Mar 14

So, who makes the iPhone? No, not Apple.

Category: iPhoneNEWS

So, who makes the iPhone?
Who makes the iPhone? If you answered ‘Apple’, you’re wrong. The iPhone is a global effort. Tens of thousands of people at more than 30 companies on 3 continents work together to make Apple’s first phone possible.

Apple, of course, designs the product, and also created the single most important ‘component’ – the software that gives the iPhone its unique personality.

But, while Apple gets the credit, behind the scenes there are a host of other players, each of which has to build and deliver complex parts on schedule to make the iPhone possible.

The ‘Famous’ Suppliers
Some of them are well known names, like US-based Intel, which supplies the NOR flash chips which hold the iPhone’s updatable system software; and Korea’s Samsung, which makes the video processor IC. Two famous names from consumer electronics, Japan’s Sharp and Sanyo Epson, are among the suppliers of the phone’s bright 3.5-inch display.

The Unknown Suppliers
Then there are the unknowns, each of which plays a small but vital role. Ever heard of Balda AG? Chinese factories owned by this German firm make the touch sensitive modules which are fixed onto the iPhone’s LCD to make its innovative multi-touch control possible. It’s also Balda’s technology which allowed Apple to switch to a tough scratch-resistant glass screen, to avoid the complaints over scratching that tainted the iPod Nano launch.

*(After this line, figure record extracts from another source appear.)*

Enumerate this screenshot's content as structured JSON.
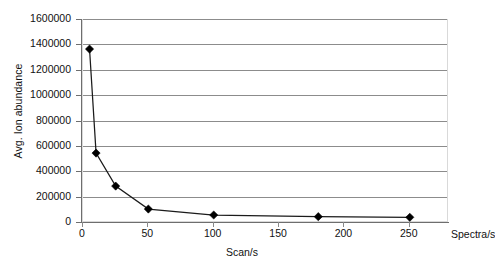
{
  "chart_data": {
    "type": "line",
    "title": "",
    "xlabel": "Scan/s",
    "ylabel": "Avg. Ion abundance",
    "x_end_label": "Spectra/s",
    "xlim": [
      0,
      280
    ],
    "ylim": [
      0,
      1600000
    ],
    "grid": true,
    "legend": "none",
    "marker": "diamond",
    "series_color": "#000000",
    "gridline_color": "#8c8c8c",
    "x_ticks": [
      0,
      50,
      100,
      150,
      200,
      250
    ],
    "x_tick_labels": [
      "0",
      "50",
      "100",
      "150",
      "200",
      "250"
    ],
    "y_ticks": [
      0,
      200000,
      400000,
      600000,
      800000,
      1000000,
      1200000,
      1400000,
      1600000
    ],
    "y_tick_labels": [
      "0",
      "200000",
      "400000",
      "600000",
      "800000",
      "1000000",
      "1200000",
      "1400000",
      "1600000"
    ],
    "x": [
      5,
      10,
      25,
      50,
      100,
      180,
      250
    ],
    "values": [
      1371000,
      551000,
      291000,
      110000,
      63000,
      50000,
      45000
    ],
    "points": [
      {
        "x": 5,
        "y": 1371000
      },
      {
        "x": 10,
        "y": 551000
      },
      {
        "x": 25,
        "y": 291000
      },
      {
        "x": 50,
        "y": 110000
      },
      {
        "x": 100,
        "y": 63000
      },
      {
        "x": 180,
        "y": 50000
      },
      {
        "x": 250,
        "y": 45000
      }
    ]
  }
}
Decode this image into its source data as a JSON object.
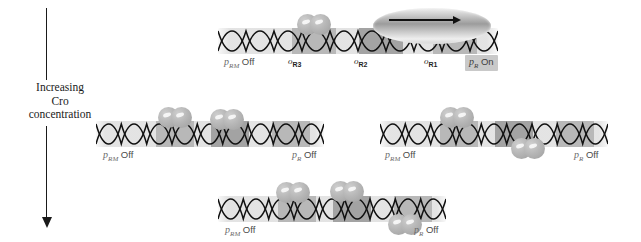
{
  "figure": {
    "width": 641,
    "height": 242,
    "background": "#ffffff"
  },
  "axis": {
    "name": "increasing-cro-concentration-axis",
    "caption_lines": [
      "Increasing",
      "Cro",
      "concentration"
    ],
    "direction": "downward",
    "color": "#1a1a1a"
  },
  "colors": {
    "dna_band": "#e2e2e2",
    "operator_band": "#b8b8b8",
    "operator_band_dark": "#a3a3a3",
    "cro_protein": "#b7b7b7",
    "polymerase": "#9c9c9c",
    "label_text": "#6b6b6b",
    "state_text": "#4a4a4a",
    "badge_background": "#c9c9c9",
    "helix_stroke": "#111111"
  },
  "operator_labels": [
    {
      "name": "operator-label-or3",
      "prefix": "o",
      "sub": "R3"
    },
    {
      "name": "operator-label-or2",
      "prefix": "o",
      "sub": "R2"
    },
    {
      "name": "operator-label-or1",
      "prefix": "o",
      "sub": "R1"
    }
  ],
  "promoter_labels": {
    "prm": {
      "prefix": "p",
      "sub": "RM"
    },
    "pr": {
      "prefix": "p",
      "sub": "R"
    },
    "state_off": "Off",
    "state_on": "On"
  },
  "rows": [
    {
      "name": "row-1-low-cro",
      "strands": [
        {
          "name": "strand-top-center",
          "cro_count": 1,
          "polymerase": true,
          "prm_state": "Off",
          "pr_state": "On",
          "pr_badge": true,
          "show_operator_labels": true
        }
      ]
    },
    {
      "name": "row-2-medium-cro",
      "strands": [
        {
          "name": "strand-mid-left",
          "cro_count": 2,
          "polymerase": false,
          "prm_state": "Off",
          "pr_state": "Off",
          "pr_badge": false,
          "show_operator_labels": false
        },
        {
          "name": "strand-mid-right",
          "cro_count": 2,
          "polymerase": false,
          "prm_state": "Off",
          "pr_state": "Off",
          "pr_badge": false,
          "show_operator_labels": false
        }
      ]
    },
    {
      "name": "row-3-high-cro",
      "strands": [
        {
          "name": "strand-bottom-center",
          "cro_count": 3,
          "polymerase": false,
          "prm_state": "Off",
          "pr_state": "Off",
          "pr_badge": false,
          "show_operator_labels": false
        }
      ]
    }
  ],
  "strand_states": {
    "top_prm": "Off",
    "top_pr": "On",
    "mid_left_prm": "Off",
    "mid_left_pr": "Off",
    "mid_right_prm": "Off",
    "mid_right_pr": "Off",
    "bottom_prm": "Off",
    "bottom_pr": "Off"
  }
}
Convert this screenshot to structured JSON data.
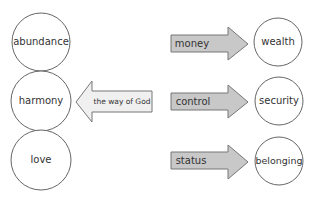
{
  "colors": {
    "stroke": "#666666",
    "arrow_right_fill": "#c8c8c8",
    "arrow_left_fill": "#f0f0f0",
    "circle_fill": "#ffffff",
    "text": "#333333"
  },
  "left_circles": [
    {
      "label": "abundance"
    },
    {
      "label": "harmony"
    },
    {
      "label": "love"
    }
  ],
  "left_arrow": {
    "label": "the way of God",
    "direction": "left"
  },
  "right_arrows": [
    {
      "label": "money",
      "direction": "right"
    },
    {
      "label": "control",
      "direction": "right"
    },
    {
      "label": "status",
      "direction": "right"
    }
  ],
  "right_circles": [
    {
      "label": "wealth"
    },
    {
      "label": "security"
    },
    {
      "label": "belonging"
    }
  ]
}
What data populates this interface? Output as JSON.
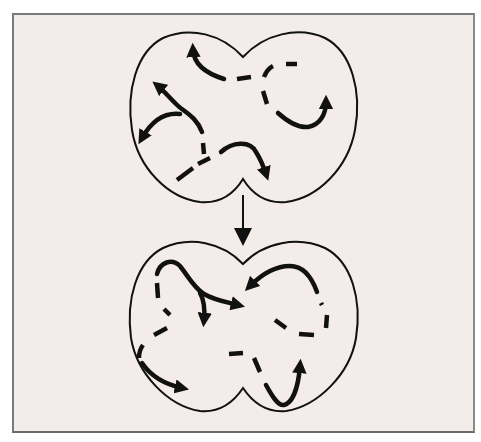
{
  "diagram": {
    "background_color": "#f4ecea",
    "frame_border_color": "#7a7a7a",
    "stroke_color": "#111111",
    "top_panel": {
      "label": "",
      "solid_arrows": 5,
      "dashed_segments": 8
    },
    "transition_arrow": {
      "direction": "down"
    },
    "bottom_panel": {
      "label": "",
      "solid_arrows": 6,
      "dashed_segments": 10
    }
  }
}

Another low profile firm, the UK’s Cambridge Silicon Radio (CSR), is the creator of the iPhone’s Bluetooth module, in a deal that reportedly earns the integrated circuit design house $1.20 for each iPhone made.

You might have heard of the companies behind a few of the other iPhone chips – if you’ve ever wrestled with network driver installation on a PC. Marvell designs the WiFi chip, for example. Broadcomm, best known for its networking chips, is the company behind the specialized interface chip that interprets the movement of your fingers on the multitouch screen.

While these chips are designed in Europe or the US, most of them aren’t made there. Instead they are rolling off production lines in Asia, from companies like Taiwan Semiconductor Manufacturing Co (TSMC), undoubtedly the world’s biggest unknown chip maker, or its slightly smaller rival, United Microelectronic Corp (UMC) – both companies are based in Taiwan.

Final Assembly Mystery
No matter where the iPhone’s myriad components are made, they all end up in one place: the factories of a lead contractor whose identity is now no longer a mystery. Apple’s iPod manufacturing partner, Taiwan’s Foxconn – also known as Hon Hai Precision - is the company that assembled the hundreds of components into a sleek iPhone.

Finally, it is at Foxconn’s facility that the chips are planted onto printed circuit boards supplied by Taiwan’s Unimicron Technology Corp. Then all the components are fitted into the metal & plastic (2G) or the polycarbonate case (3G, 3GS) to make a completed iPhone, ready for shipment to the US.